§ **YOUR INSTRUCTIONS**: The whole listing, except its pictures, is to be repeated exactly.
Top of RECORDS SUPPLIED
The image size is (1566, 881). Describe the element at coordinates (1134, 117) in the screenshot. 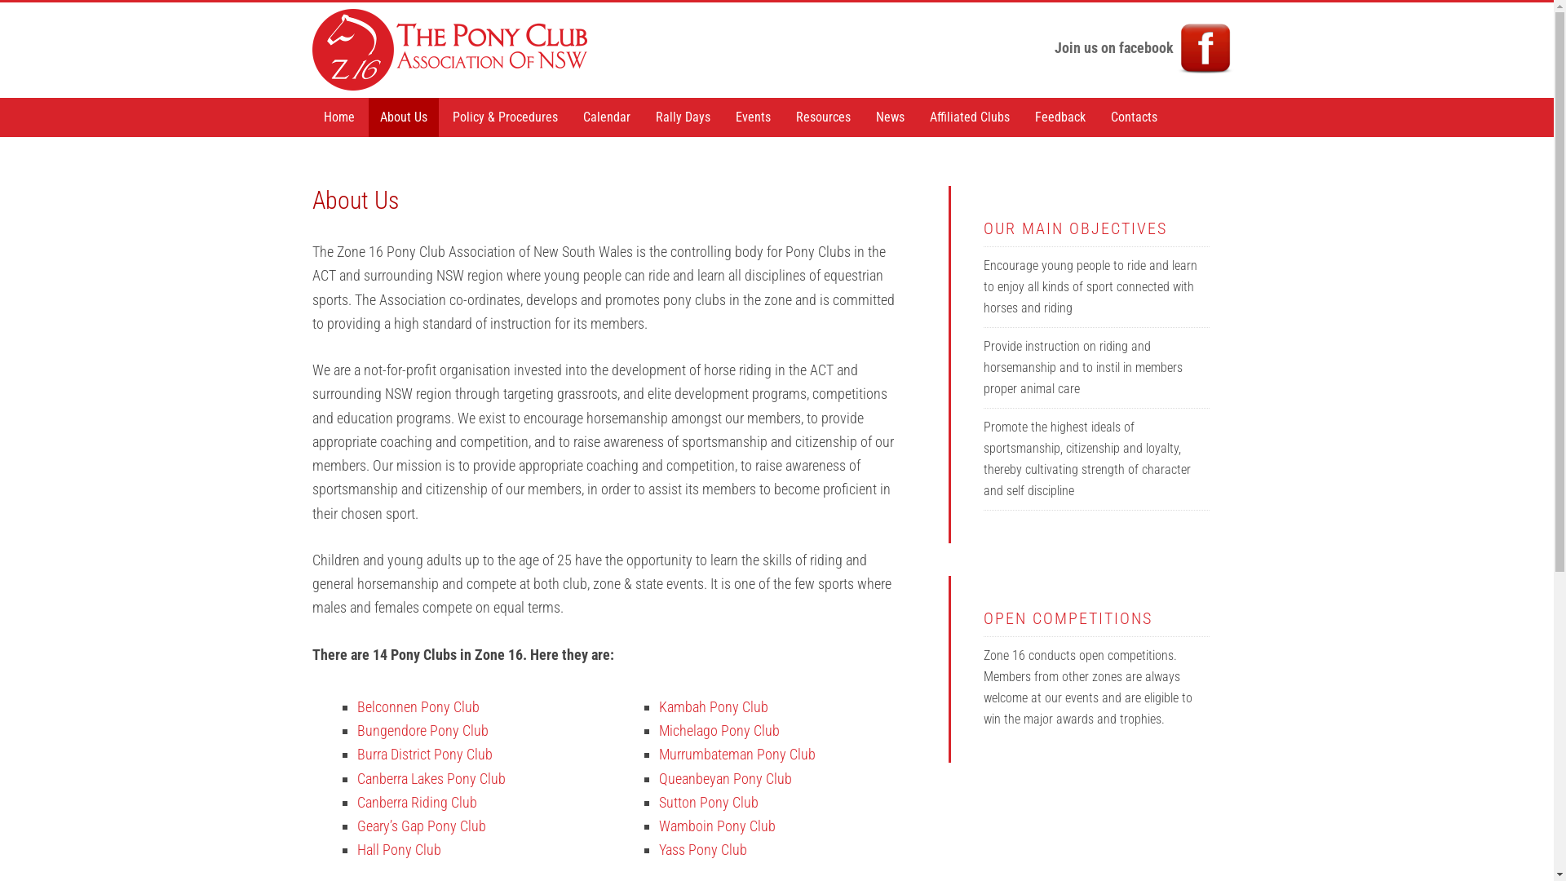

I see `Contacts` at that location.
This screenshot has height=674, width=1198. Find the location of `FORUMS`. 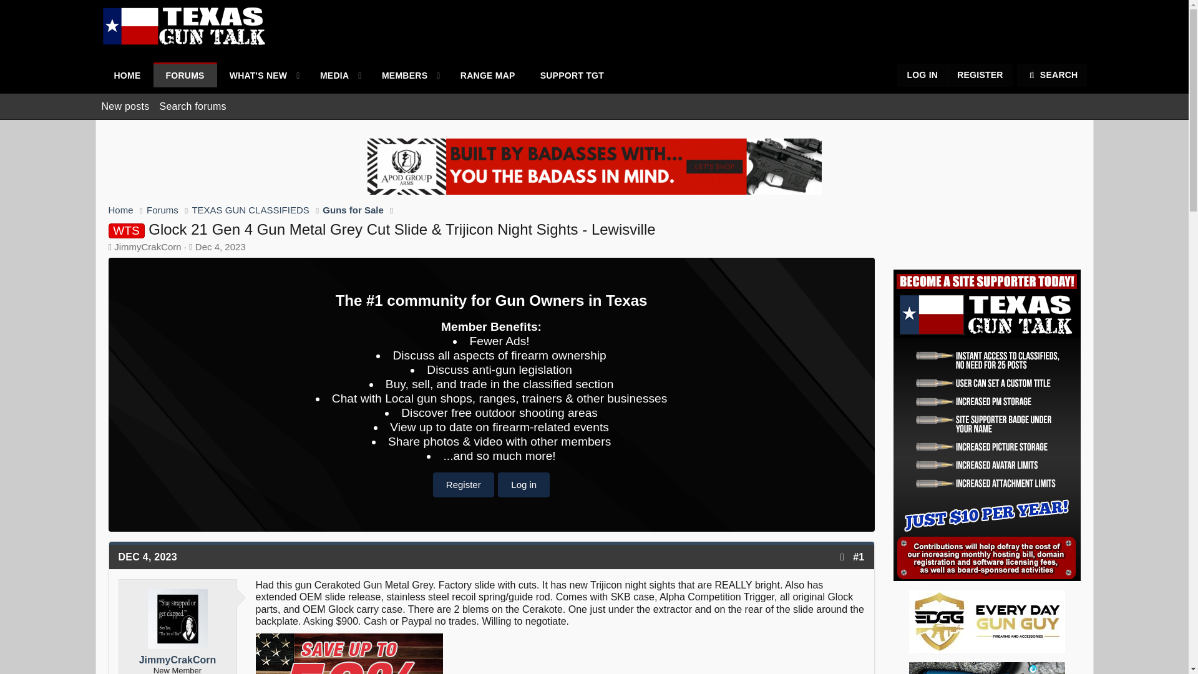

FORUMS is located at coordinates (185, 75).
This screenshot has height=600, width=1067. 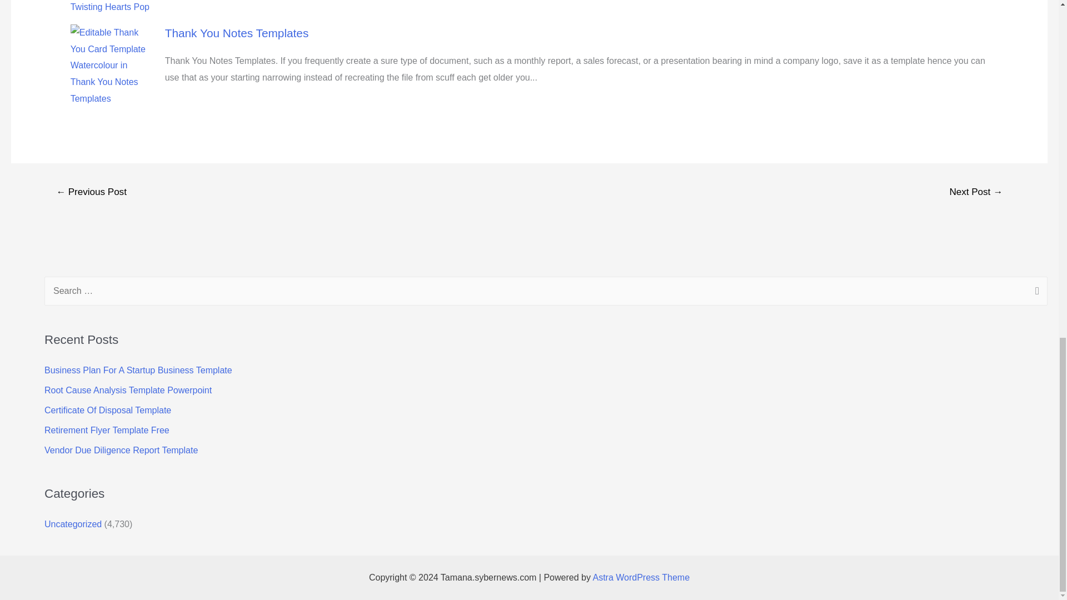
Bottom of RECORDS SUPPLIED
§ **TASK RESULT**:
The image size is (1566, 881). Describe the element at coordinates (1134, 117) in the screenshot. 

I see `Contacts` at that location.
This screenshot has height=674, width=1198. Find the location of `FORUMS`. 

FORUMS is located at coordinates (185, 75).
This screenshot has height=600, width=1067. 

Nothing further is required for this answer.